MFF Movie Review: Clay Liford’s ‘Earthling’

Earthling
Director: Clay Liford   
Showtimes: Saturday 8th, 6:30 pm at the USB Student Center; Sunday 9th, 4:30 pm at The Charles Theater
Starring:Rebecca Spence, Peter Greene, Amelia Turner, William Katt, Matt Socia, Savanna Sears, Jennifer Sipes, Chris Doubek
 AP Rating:

Rating: ★★★½☆ 

The opening shots of Clay Liford’s Earthling hold a mysterious, tantalizing splendor; a foreboding, spiked meteor hurtles through space like an intergalactic seed pod, comes in contact with a space station just outside of our planet’s atmosphere.

These initial scenes aboard the American space station have a dingy, lived-in feel and they instantly evoke Andrei Tarkovsky’s Solaris and set the tone for the rest of the pic. Traditionalist sci-fi fans have been warned; this isn’t a glossy pulp monster tale, but a solemn meditation on human existence and relationship.

 After that, Liford explores a winding, contrived mystery that takes the kind of genre elements geeks drool over—otherworldly visitors, slimy parasites, genetic mutation—and folds them into a drama that has its eyes wide open when it comes to observing the rhythm of life on our little blue orb.

In the spirit of full disclosure, I found the film slight and unsteady the first time through, balking at the austere narrative that Liford provides and frustrated by the lack of detail in the sci-fi set-up. Instead of a fully formed story, what we get is a series of beautiful images,  intimate human moments and more than an earful of arcane, vague dialogue detailing the truth behind the mysterious space object and the strangers on Earth who are affected by its arrival.

A second viewing reveals not only a hidden layer of sensitivity and thoughtfulness, but also unearths Liford’s real agenda, which extends beyond the desire to drop a fast-food thrill ride in the audience’s lap. Instead, like all good science fiction, Earthling takes its collection of ideas and events and turns them inward, pointing them like a hi-tech ray-gun, right back at us. Questions of personal identity, familial connection and concepts of universal morality rise to the surface, and when they do, Earthling is transformed from a wobbly, unsuccessful thriller into a compelling, authentic tone poem, worthy of its SF fore-bearers.

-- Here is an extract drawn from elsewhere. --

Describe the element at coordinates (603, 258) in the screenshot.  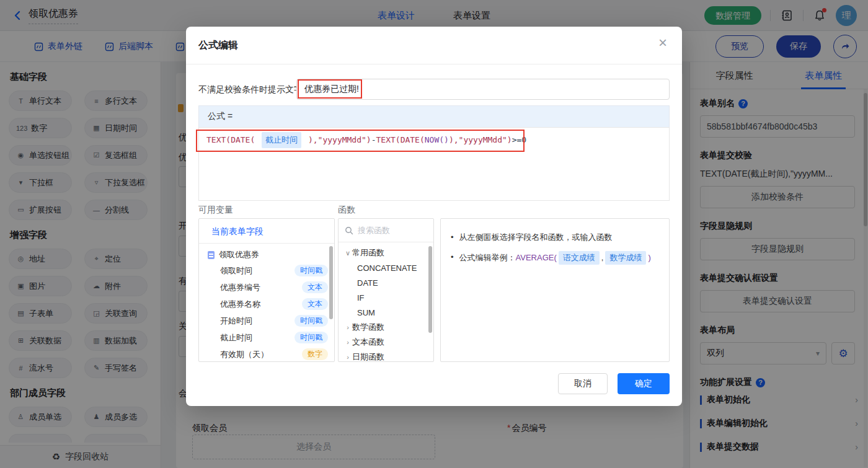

Pulling together a well-cast group of actors, Liford proves more interested in how his characters feel than the ultimate logic of the secrets they are trying to uncover. Typically in these films, outer-space invaders have one of two agendas; conquer/eat/enslave or communicate/collaborate. Liford, drawing on the protagonists of Nic Roeg’s The Man Who Fell to Earth and John Sayles’ Brother From Another Planet, finds a third possibility, and what follows has twice the emotional impact of your average episode of V or all of Independence Day.

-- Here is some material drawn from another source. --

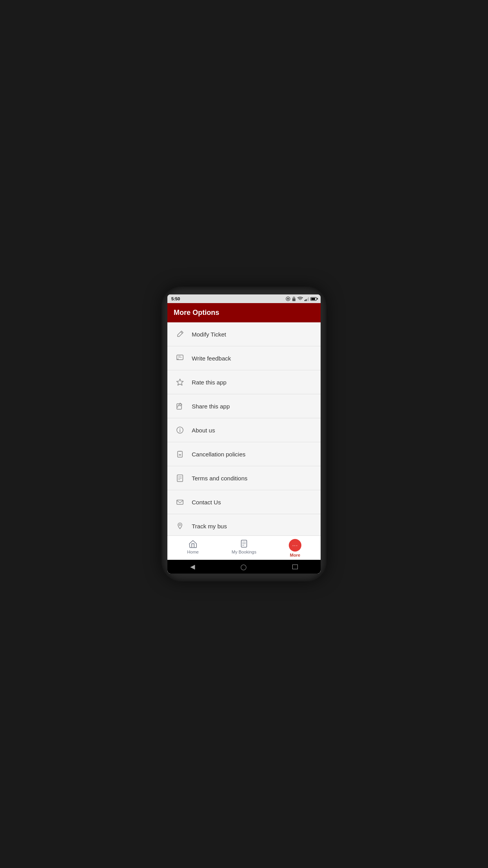 The image size is (488, 868). Describe the element at coordinates (218, 454) in the screenshot. I see `cancellation-label: Cancellation policies` at that location.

Fans of David Cronenberg and his obsession with body horror will appreciate that not all of this is stationary nature photography or stage-play conversational scenes. Images of something small and bloody making its way through the muddy earth or a young girl pulling back her hair to reveal the growths on her scalp recall that Canadian auteur of the biologically grotesque, and I think he would be more than a bit amused by what Earthling has to offer.

Ultimately, even after a second watch, Earthling is still a little too obscure for its own good, and the ideas it introduces are never full delivered on. Personally, I wanted to know more about the method and nature of the mysterious sphere, and where it was going.

Still, when the film focuses its energies on exploring the inner feelings and suspicions of its grounded extraterrestrials, it achieves the intrinsic goal of the genre; it places all of our finite longings and petty concerns into the context of a larger universe, and then argues for their merit. That’s not a slight job for a film featuring alien space slugs.

Get information on buying tickets for Earthling’s Baltimore premeire at the Maryland Film Festival HERE.